Even in a just war, it is incumbent on all to pay attention to the terrible consequences of war for civilians, for the innocent, for the land itself. And it is equally incumbent on all to pay attention to the moment when a justified war crosses the line into war crimes and into genocide. I pray that Israel changes tactics or stops this war, whether by victory or by negotiation, before that can happen anymore.

 

“genocide” – In this article, I am exploring the current use of the term genocide to describe Israel’s war against Hamas in Gaza. However, there is a broader definition of cultural genocide, which could apply to the entire reality of the occupation, where genocide includes any action whose goal or effect is to make traditional Palestinian life impossible. See the second half of this article from my blog, about how the use of the term genocide in the Black community for slavery relates to its rhetorical application to Israel. See also Owen Bartov’s essay, “What I believe as an historian of genocide” in the NY Times, and this more recent interview. And see Masha Gessen, “Comparison is the Way We Know the World” for a different perspective. Gessen nevertheless also believes that “genocide” is not the right term for what has happened up until now.

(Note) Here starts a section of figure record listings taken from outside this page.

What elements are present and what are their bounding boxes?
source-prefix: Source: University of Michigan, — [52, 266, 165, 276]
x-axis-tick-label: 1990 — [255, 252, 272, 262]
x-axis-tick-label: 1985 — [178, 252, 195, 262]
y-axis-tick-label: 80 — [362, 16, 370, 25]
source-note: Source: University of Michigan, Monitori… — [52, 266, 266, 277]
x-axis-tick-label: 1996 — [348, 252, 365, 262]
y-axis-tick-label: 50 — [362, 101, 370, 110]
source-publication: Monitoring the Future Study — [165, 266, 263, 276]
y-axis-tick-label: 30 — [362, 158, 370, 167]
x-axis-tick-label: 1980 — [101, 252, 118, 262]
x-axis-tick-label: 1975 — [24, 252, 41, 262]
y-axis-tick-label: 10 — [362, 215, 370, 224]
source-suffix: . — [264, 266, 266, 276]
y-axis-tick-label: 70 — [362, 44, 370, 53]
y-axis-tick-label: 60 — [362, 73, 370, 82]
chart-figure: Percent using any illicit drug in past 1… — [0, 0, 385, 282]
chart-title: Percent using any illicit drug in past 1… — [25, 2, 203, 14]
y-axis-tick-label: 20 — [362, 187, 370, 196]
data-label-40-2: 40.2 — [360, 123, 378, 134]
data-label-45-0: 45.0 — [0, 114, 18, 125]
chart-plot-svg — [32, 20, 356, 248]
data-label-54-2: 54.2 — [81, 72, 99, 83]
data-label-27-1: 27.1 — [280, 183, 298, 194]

**  “20,000 Gazans have died” – Within the organized Jewish community, it is common to rebut this with the fact that “those are Hamas numbers” and therefore untrustworthy. There are two reasons why may not be relevant: 1) in past conflicts, Hamas casualty accounts have been found, in after-conflict analysis, to be pretty accurate; and 2) does it really matter from the perspective of moral urgency whether 21,000 have died or 12,000? Another thing to note, however, is that the Gazan Health Ministry does not separate combatant deaths from civilian deaths. Israel claims to have killed over 8,000 combatants, but that number is the one more likely to be inflated, since Israeli support for the war could wane if the public were not seeing “results.” At any rate, Israel in early December claimed that the ratio of civilians killed to combatants killed is 2 to 1, which they consider better than might be expected.

***  “its land” – Jewish claims to all of biblical Israel davka cannot include any of Gaza, which was never settled by Israelites or Hebrews or Jews. Gaza is in the area that was once controlled by the Philistines, from which the name Palestine was derived when the Romans renamed Judea. (Even in the West Bank, where those Jewish claims could be made, they can never justify forcing people to live under military occupation or forcing people to leave the homes and land that they own by right of tenure.)

****  “cultural genocide” – Cultural genocide was part of Raphael Lemkin’s original definition of the term, though it was not actually included in the Genocide Convention of 1948. However, many argue that cultural genocide is nevertheless implicitly a crime according to that convention, and in common parlance that seems to be the norm.

*****  “uninhabitable” – Some people say that the water situation in Gaza already makes it unable to sustain its population. Exactly where the limit is beyond which Gaza becomes uninhabitable is not known for certain.

About the Author
Rabbi David Mevorach Seidenberg is the creator of neohasid.org, author of Kabbalah and Ecology (Cambridge U. Press, 2015), and a scholar of Jewish thought. David is also the Shmita scholar-in-residence at Abundance Farm in Northampton MA. He teaches around the world and also leads astronomy programs. As a liturgist, David is well-known for pieces like the prayer for voting and an acclaimed English translation of Eikhah ("Laments"). David also teaches nigunim and is a composer of Jewish music and an avid dancer.